[Start of section]

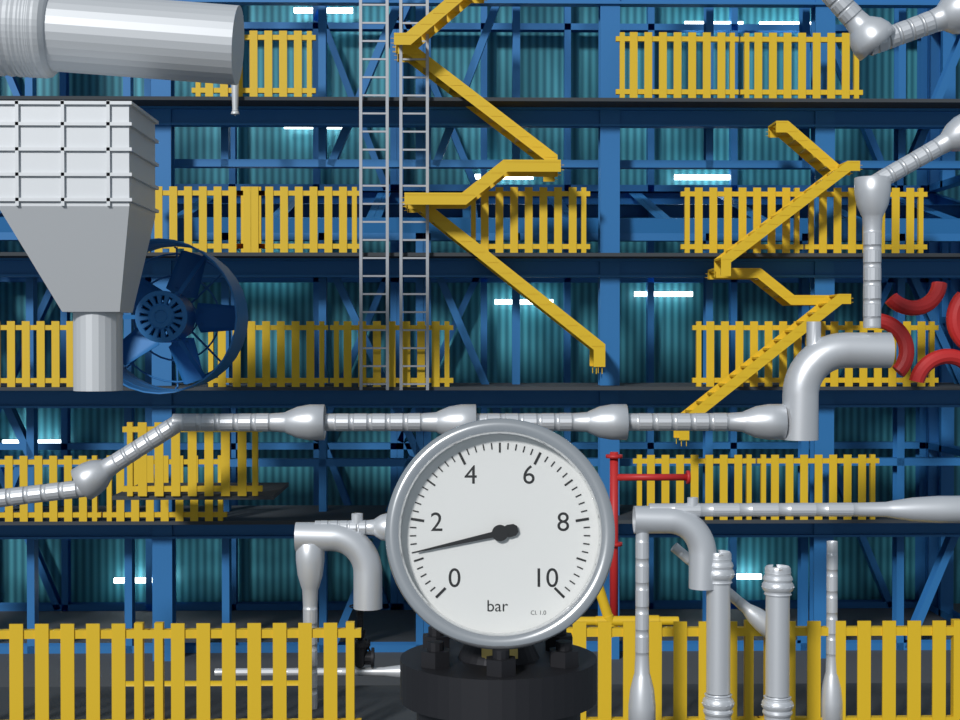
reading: 1.2 bar
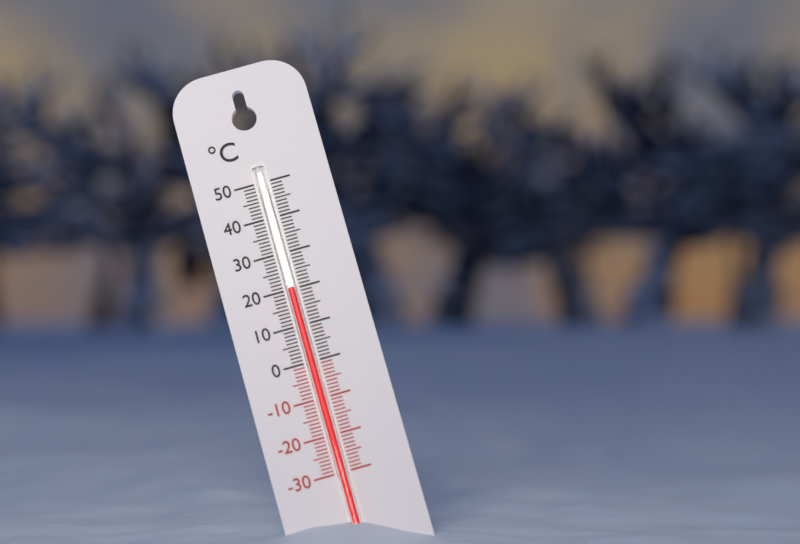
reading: 20 °C
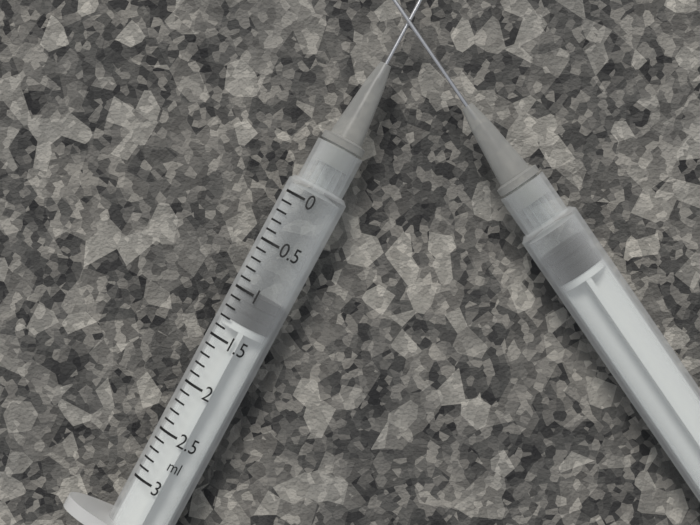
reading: 1.0 ml
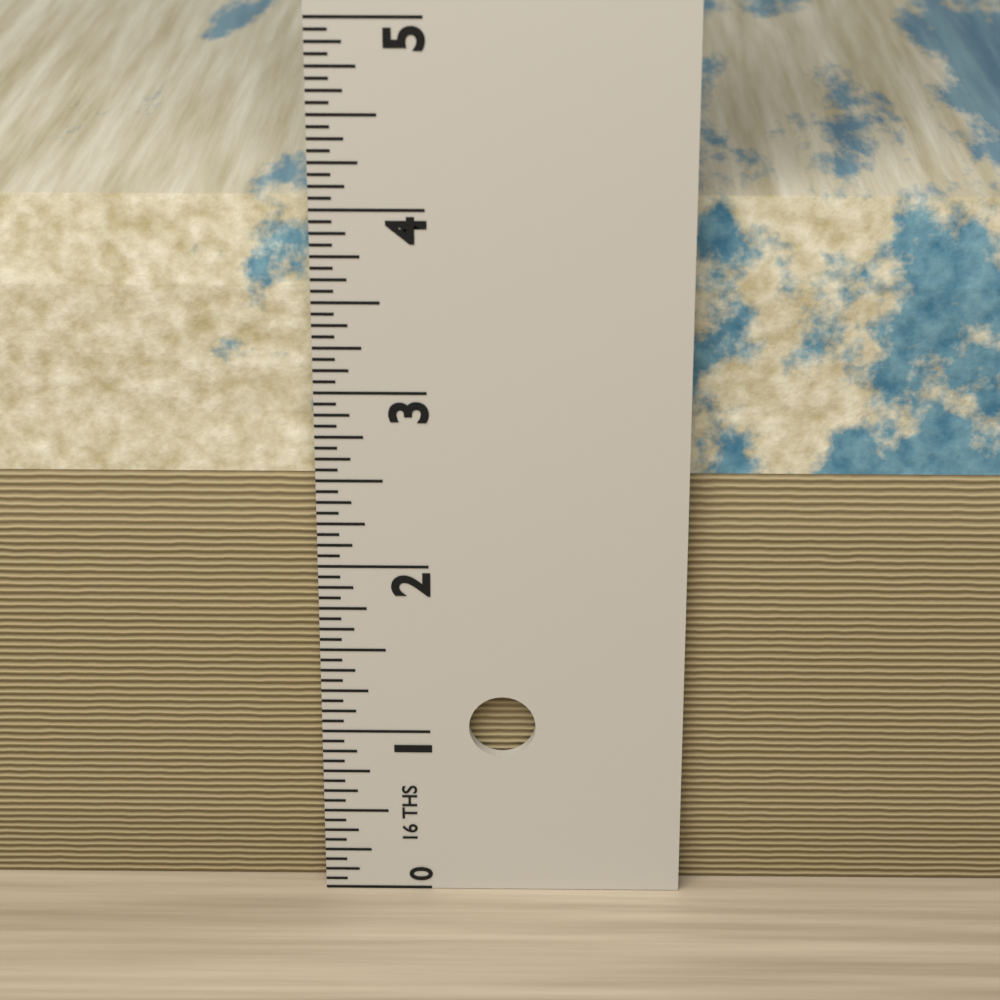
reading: 4.0000 in
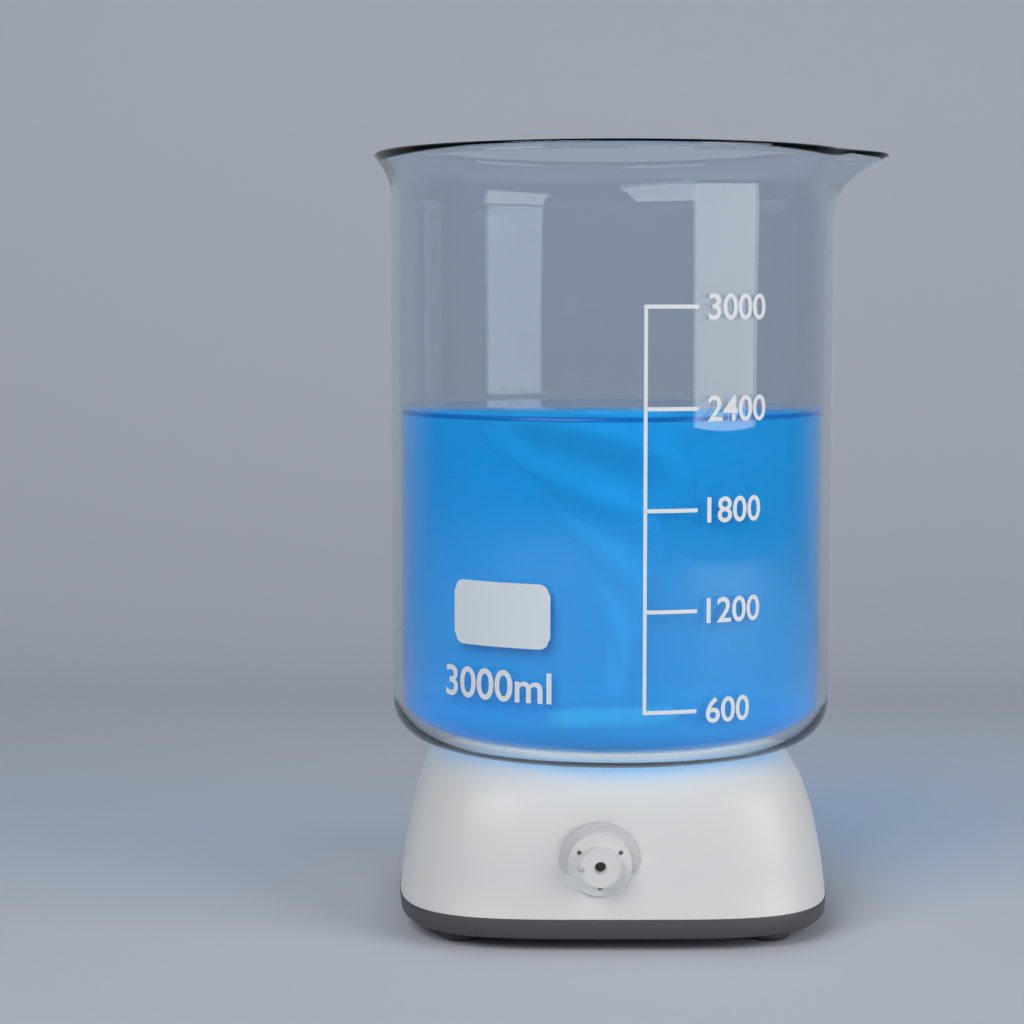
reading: 2350 ml
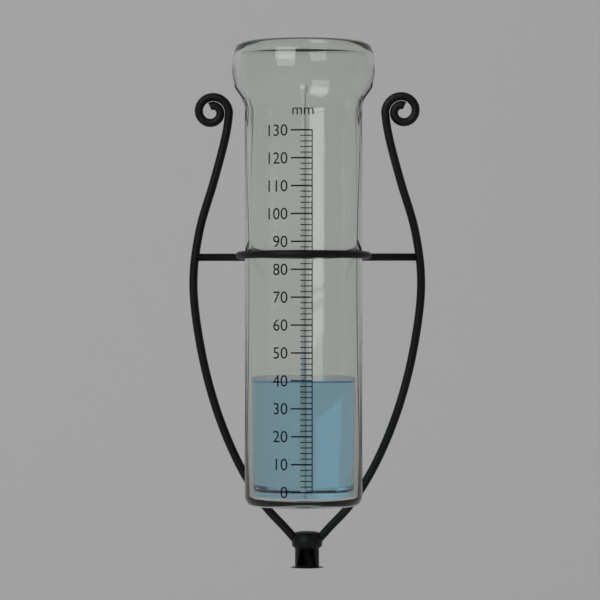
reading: 40 mm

[End of section]

» **Work to complete**:
The response should restate the material above word for word and contain no pictures.

» **Output**:
reading: 1.2 bar
reading: 20 °C
reading: 1.0 ml
reading: 4.0000 in
reading: 2350 ml
reading: 40 mm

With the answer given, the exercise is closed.